This is roughly what Valve does for CS2. But, as far as I understand, it's not very effective and unfortunately still results in higher cheating rates than e.g. Valorant.
The example still kind of applies. In the CS world, serious players use Faceit for matchmaking, which requires you to install a kernel-level anticheat. This is basically what you're suggesting, but operated by a 3rd party.
But so far that still seems to be miles away.
The primary one is a standard user-mode software module, that does traditional scanning.
The AI mechanism you're referring to is these days referred to as "VAC Live" (previously, VACNet). The primary game it is deployed on is Counter-Strike 2. From what we understand, it is a very game-dependent stack, so it is not universally deploy-able.
But anyway counterstrike did have community policing of lobbies called overwatch - https://counterstrike.fandom.com/wiki/Overwatch
It was terrible as it required the community to conclude beyond reasonable doubt the suspect was cheating, and cheats today are sophisticated enough to make that conclusion very difficult to make
And the way community policing worked in the past is that the "police" (refs) could just kick or ban you. They don't need a trial system if the community doesn't want that.
I guess I didn't exactly make that clear...
A few of the arguments advanced by the "anti-anticheat" crowd that inevitably pops up in these threads are "anticheat is ineffective so there's no point to using it" and "anticheat is immoral because players aren't given a choice to use it or not and most of them would choose to not use it".
I don't believe that either of these are true (and given the choice I would almost never pick the no-anticheat queue), but there's not a lot of good high-quality data to back that up. Hence, the proposal for a dual-queue system to try to gather that data.
Putting in the community review of the no-anticheat pool is just to head off the inevitable goalpost-moving of "well of course no system would be worse than a crappy system (anticheat), you need to compare the best available alternative (community moderation)".
My understanding of the proposal is that it advertises no invasive anticheat (meaning mostly rootkit/kernel anticheat). So, the value proposition is anyone who doesn't want a rootkit on their computer. This could be due to anything from security concerns to desiring (more) meaningful ownership of one's devices.
Community moderation simply doesn't work at scale for anticheat - in level of effort required, root cause detection, and accuracy/reliability.
I rather play with cheaters here and there than install some kernel level malware on machine just to make sure EA, Activision, et al can keep raking in money hand over fist.
Or better yet, I can just play on console where there is no cheating that I have ever seen.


Task objective: Exclude the pictures and transcribe the rest of the data below exactly.

BEGIN

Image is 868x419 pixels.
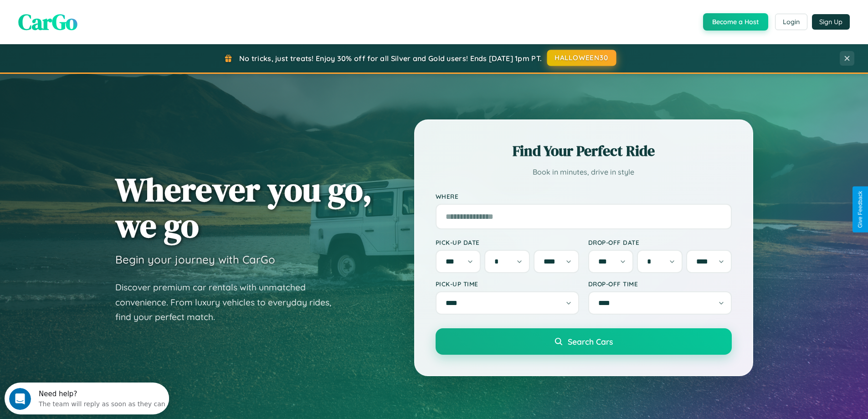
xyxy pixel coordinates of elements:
[588,238,731,246] label: Drop-off Date
[115,280,343,324] p: Discover premium car rentals with unmatched convenience. From luxury vehicles to everyday rides, ...
[4,4,169,29] div: Open Intercom Messenger
[588,280,731,287] label: Drop-off Time
[436,166,731,179] p: Book in minutes, drive in style
[436,280,579,287] label: Pick-up Time
[436,141,731,161] h2: Find Your Perfect Ride
[18,7,78,37] span: CarGo
[34,15,161,24] div: The team will reply as soon as they can
[702,13,768,30] button: Become a Host
[239,54,541,63] span: No tricks, just treats! Enjoy 30% off for all Silver and Gold users! Ends [DATE] 1pm PT.
[9,388,31,410] iframe: Intercom live chat
[547,49,617,66] button: HALLOWEEN30
[567,337,613,346] span: Search Cars
[812,14,849,30] button: Sign Up
[856,191,864,227] div: Give Feedback
[775,13,807,30] button: Login
[115,252,275,266] h3: Begin your journey with CarGo
[436,328,731,355] button: Search Cars
[4,382,169,415] iframe: Intercom live chat discovery launcher
[34,8,161,15] div: Need help?
[436,192,731,200] label: Where
[436,238,579,246] label: Pick-up Date
[115,171,372,244] h1: Wherever you go, we go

END

Answer area:
Image is 868x419 pixels.
xyxy pixel coordinates of elements:
[588,238,731,246] label: Drop-off Date
[115,280,343,324] p: Discover premium car rentals with unmatched convenience. From luxury vehicles to everyday rides, ...
[4,4,169,29] div: Open Intercom Messenger
[588,280,731,287] label: Drop-off Time
[436,166,731,179] p: Book in minutes, drive in style
[436,280,579,287] label: Pick-up Time
[436,141,731,161] h2: Find Your Perfect Ride
[18,7,78,37] span: CarGo
[34,15,161,24] div: The team will reply as soon as they can
[702,13,768,30] button: Become a Host
[239,54,541,63] span: No tricks, just treats! Enjoy 30% off for all Silver and Gold users! Ends [DATE] 1pm PT.
[9,388,31,410] iframe: Intercom live chat
[547,49,617,66] button: HALLOWEEN30
[567,337,613,346] span: Search Cars
[812,14,849,30] button: Sign Up
[856,191,864,227] div: Give Feedback
[775,13,807,30] button: Login
[115,252,275,266] h3: Begin your journey with CarGo
[436,328,731,355] button: Search Cars
[4,382,169,415] iframe: Intercom live chat discovery launcher
[34,8,161,15] div: Need help?
[436,192,731,200] label: Where
[436,238,579,246] label: Pick-up Date
[115,171,372,244] h1: Wherever you go, we go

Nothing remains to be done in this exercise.